Gorgeous George

Home > Other > Gorgeous George > Page 10
Gorgeous George Page 10

by John Capouya


  The Labor Temple, a brick building on Fourth Street near Alder, was arranged inside like a theater, so the ring was set up in front, on a raised stage. It held about 1,500 in wooden seats, on the floor level and in the balcony above. On a Monday, there would probably be fewer than 800 paying fans. Portland’s armory, that city’s Friday-night venue, held twice that amount and drew a better-behaved crowd; the Temple was where the rowdies went. The seats rose steeply and the balcony loomed close, practically on top of the stage, so fans felt near the action, almost a part of it, and thus, entitled to participate. In these close quarters heat didn’t dissipate, it intensified.

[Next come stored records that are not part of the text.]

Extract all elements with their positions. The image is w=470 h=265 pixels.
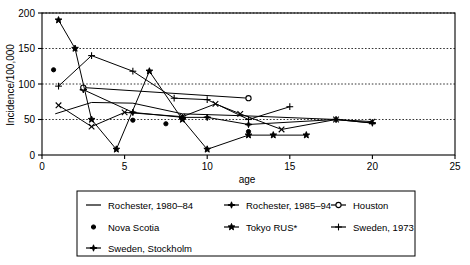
- legend-label-5: Sweden, 1973: [353, 222, 414, 233]
- legend-label-4: Tokyo RUS*: [246, 222, 298, 233]
- xtick-label-5: 5: [122, 161, 128, 172]
- series-3-pt-2-filled-circle-marker: [164, 122, 168, 126]
- ytick-label-0: 0: [29, 150, 35, 161]
- legend-2-open-circle-marker: [336, 202, 341, 207]
- y-axis-title: Incidence/100,000: [5, 44, 16, 126]
- incidence-by-age-figure: 0510152025050100150200 Incidence/100,000…: [0, 0, 470, 265]
- legend-label-1: Rochester, 1985–94: [246, 200, 331, 211]
- series-2-pt-1-open-circle-marker: [246, 96, 251, 101]
- legend-label-0: Rochester, 1980–84: [108, 200, 193, 211]
- xtick-label-15: 15: [284, 161, 296, 172]
- x-axis-title: age: [239, 174, 256, 185]
- legend-label-6: Sweden, Stockholm: [108, 243, 192, 254]
- xtick-label-10: 10: [202, 161, 214, 172]
- ytick-label-150: 150: [18, 43, 35, 54]
- ytick-label-200: 200: [18, 8, 35, 19]
- legend-label-3: Nova Scotia: [108, 222, 160, 233]
- xtick-label-20: 20: [367, 161, 379, 172]
- legend-3-filled-circle-marker: [91, 225, 95, 229]
- xtick-label-25: 25: [449, 161, 461, 172]
- ytick-label-50: 50: [24, 114, 36, 125]
- xtick-label-0: 0: [39, 161, 45, 172]
- series-3-pt-1-filled-circle-marker: [131, 118, 135, 122]
- series-3-pt-0-filled-circle-marker: [51, 68, 55, 72]
- ytick-label-100: 100: [18, 79, 35, 90]
- legend-label-2: Houston: [353, 200, 388, 211]
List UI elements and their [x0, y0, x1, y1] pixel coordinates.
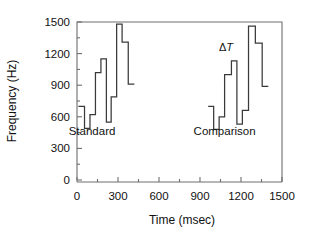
y-tick-label: 1200: [44, 48, 70, 60]
y-tick-label: 900: [51, 79, 70, 91]
x-tick-label: 300: [108, 190, 127, 202]
series-labels: StandardComparison: [69, 125, 256, 137]
series-path-standard: [78, 24, 134, 128]
y-tick-label: 300: [51, 142, 70, 154]
x-axis-ticks: [77, 177, 282, 182]
y-tick-label: 600: [51, 111, 70, 123]
x-tick-label: 0: [74, 190, 80, 202]
x-tick-label: 1500: [269, 190, 295, 202]
series-path-comparison: [208, 26, 268, 129]
y-axis-ticks: [77, 22, 82, 180]
series-paths: [78, 24, 268, 129]
chart-figure: 030060090012001500 030060090012001500 St…: [0, 0, 310, 235]
x-axis-title: Time (msec): [149, 213, 215, 227]
y-tick-label: 1500: [44, 16, 70, 28]
series-label-comparison: Comparison: [194, 125, 256, 137]
y-tick-label: 0: [64, 174, 70, 186]
x-tick-label: 900: [190, 190, 209, 202]
y-axis-tick-labels: 030060090012001500: [44, 16, 70, 186]
frequency-time-step-chart: 030060090012001500 030060090012001500 St…: [0, 0, 310, 235]
chart-annotations: ΔT: [219, 41, 234, 53]
plot-frame: [77, 22, 282, 182]
x-tick-label: 600: [149, 190, 168, 202]
delta-variable: T: [226, 41, 234, 53]
x-axis-tick-labels: 030060090012001500: [74, 190, 295, 202]
x-tick-label: 1200: [228, 190, 254, 202]
series-label-standard: Standard: [69, 125, 116, 137]
annotation-delta-t: ΔT: [219, 41, 234, 53]
y-axis-title: Frequency (Hz): [5, 60, 19, 143]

  The ratty dressing rooms were downstairs, reached by a narrow spiral staircase that was really more of a corkscrewed ladder. That stairway was so tight, especially for the broad-shouldered grapplers, that George clutched his precious new robe in front of him as he clambered up, lest he scrape it against the walls in passing. Then he put on the satin creation, which draped him down to his shins. He puffed out his chest and began his strut down the aisle. The fans responded with catcalls, hisses, and jeers. Some of the more beer-sodden marks threw things, but mostly paper; no Coke bottles. The beautiful blue prop was doing its inciteful job, but what drove the audience truly crazy that night had more to do with the wrestler’s art. The lessons he’d absorbed on timing and showmanship—about slowing down and selling his moves more fully—all came together in a flow of improvisations. George climbed through the ropes, hearing the mat addicts’ wrath, and in that moment he decided to bow to the crowd, turning and facing them in all four directions. The blue-collar audience understood this was no sincere homage, that they were being mocked. Men in denim work shirts and rough corduroy pants stood up and yelled insults, “Sissy!” and “Momma’s Boy!” prominent among them. “Who do you think you are?” they demanded.

  After the introductions, and more lusty booing, it was time to take off the robe. “I folded it carefully, and placed it in my corner on the stool,” George said. Very carefully. And very slowly. And at that, the loggers, lumberjacks, truck drivers, fishermen, and their companions went completely berserk. “Did you see that, George?” Betty asked him excitedly later that night. He’d seen. It wasn’t just the robe, they marveled together; it was the folding of it, the meticulous care shown to his snobbish finery, that had the fans screaming their leathery lungs out.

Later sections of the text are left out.